Benefits of RDS Proxy
How it works
Amazon RDS Proxy sits between your application and your relational database to efficiently manage connections to the database and improve scalability of the application.

Use cases
Serverless application development
With Amazon RDS Proxy you can build serverless applications that are more scalable and more available because they use your relational databases more efficiently. Modern serverless applications support highly variable workloads and may attempt to open a burst of new database connections or keep many connections open but idle. A surge of connections or a large number of open connections could strain your database server, leading to slower queries and limited application scalability. By pooling and sharing already established database connections, RDS Proxy allows you to efficiently scale to many more connections from your serverless application.
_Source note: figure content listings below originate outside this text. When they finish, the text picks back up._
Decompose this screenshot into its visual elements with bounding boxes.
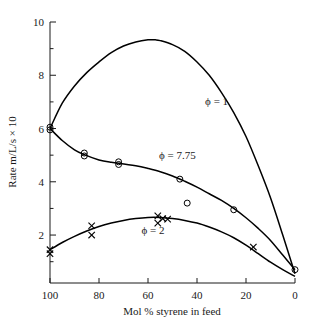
data-point-circle — [184, 200, 190, 206]
x-tick-label: 20 — [241, 289, 253, 301]
data-markers-group — [47, 124, 298, 272]
y-tick-label: 6 — [39, 123, 45, 135]
y-tick-label: 8 — [39, 69, 45, 81]
curve-annotations-group: ϕ = 1ϕ = 7.75ϕ = 2 — [141, 95, 228, 236]
curve-label-1: ϕ = 1 — [205, 95, 228, 107]
data-point-cross — [164, 216, 170, 222]
curve-label-3: ϕ = 2 — [141, 224, 164, 236]
y-axis-minor-ticks — [50, 49, 54, 262]
chart-plot-area: 246810 100806040200 ϕ = 1ϕ = 7.75ϕ = 2 M… — [0, 0, 314, 332]
data-point-cross — [250, 244, 256, 250]
y-axis-title: Rate m/L/s × 10 — [6, 116, 18, 188]
data-curve-3 — [50, 217, 295, 276]
data-point-cross — [88, 232, 94, 238]
x-tick-label: 80 — [94, 289, 106, 301]
y-axis-tick-labels: 246810 — [33, 16, 45, 241]
y-tick-label: 2 — [39, 229, 45, 241]
y-tick-label: 4 — [39, 176, 45, 188]
x-tick-label: 60 — [143, 289, 155, 301]
data-point-cross — [88, 223, 94, 229]
curve-label-2: ϕ = 7.75 — [159, 149, 196, 161]
y-tick-label: 10 — [33, 16, 45, 28]
chart-figure: 246810 100806040200 ϕ = 1ϕ = 7.75ϕ = 2 M… — [0, 0, 314, 332]
x-axis-ticks — [50, 278, 295, 283]
x-tick-label: 0 — [292, 289, 298, 301]
x-tick-label: 40 — [192, 289, 204, 301]
x-tick-label: 100 — [42, 289, 59, 301]
x-axis-title: Mol % styrene in feed — [123, 305, 221, 317]
x-axis-tick-labels: 100806040200 — [42, 289, 299, 301]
RDS Proxy also enables you to maintain predictable database performance by controlling the total number of database connections that are opened. Finally, RDS Proxy preserves the availability of your serverless application by denying unserviceable application connections that may degrade the performance of your database.
Software-as-a-Service (SaaS) and eCommerce applications
SaaS or eCommerce applications often keep a large number of database connections open to ensure quick user response times, although only a fraction of these open connections may get actively used at a given moment. These open but idle connections still consume database memory and compute resources. Instead of over-provisioning your database to support mostly idling connections, you can use RDS Proxy to hold idling connections from your application while only establishing database connections as required to optimally serve active requests.